Iris Jamahl Dunkle: I absolutely love working with the editors at Trio House Press. They put out my first book and it was an amazing experience. First, to have Ross Gay talk to you about your poems (SWOON!) But, even more so to work with editors like Tayve Neese who put her heart and soul into making my poems the best they could be. I really felt like she cared about my work. They are a hands-on press. And every book they produce is finely crafted from cover to font type. Plus, they are a lot of fun to hang out with at AWP.
Brian S: And part of the publication deal is that you have to pitch in with the press in some way for the next couple of years, right? So there’s a cooperative aspect to it?
Iris Jamahl Dunkle: Yes, you take on something like sending out review copies, or updating the social media feeds. It’s minimal, but it makes you feel like you are a part of process. Plus, you get to know all of the other authors.
Brian S: Who are you reading these days? Any forthcoming books we should know about?

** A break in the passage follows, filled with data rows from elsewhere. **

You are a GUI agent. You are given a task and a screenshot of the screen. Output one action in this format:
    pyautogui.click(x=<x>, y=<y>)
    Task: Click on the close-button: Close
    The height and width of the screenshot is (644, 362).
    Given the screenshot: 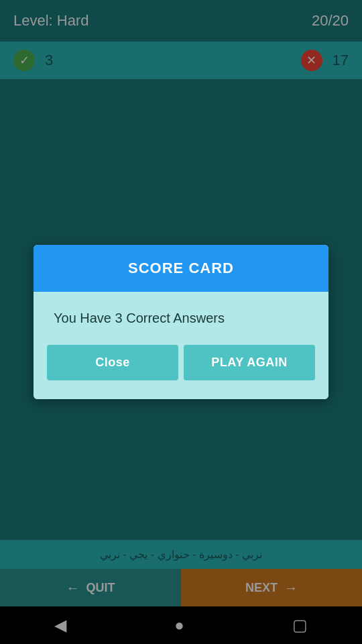 What is the action you would take?
    pyautogui.click(x=113, y=362)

Iris Jamahl Dunkle: Well, I’ve been reading a lot of prose. I’ve been knee-deep in Octavia Butler and loving it. I also read Roxane Gay’s Hunger earlier this summer and Thrity Umrigar’s Everybody’s Son. On the poetry side, I’ve been reading Hundred-Year Wave by Rachel Richardson, Romey’s Order by Atsuro Riley, and catching up on Tracy K. Smith’s amazing work.
Brian S: That’s a great list. We did a graphic novel adaptation of Butler’s Kindred in the Book Club earlier this year, and it’s excellent. What are you working on now? Or is it a jinx to ask?
Iris Jamahl Dunkle: I will definitely pick that up that graphic novel! As far as my new work is concerned, I just turned in the biography I wrote about Charmian Kittredge London, Jack London’s wife. While I was writing prose, I had to write poetry in order to make sense of all of the primary documents I was working with, so I have a new manuscript I’m working on about the lives of Jack and Charmian London that’s tentatively called “Human Document.” (I stole the term from Jack London; it was the term he used to describe photographs.)
Brian S: Nice! Can’t wait to see it. Thanks for joining us tonight, and for writing this terrific book.
Iris Jamahl Dunkle: Thank you so much for having me! It was great to chat with you!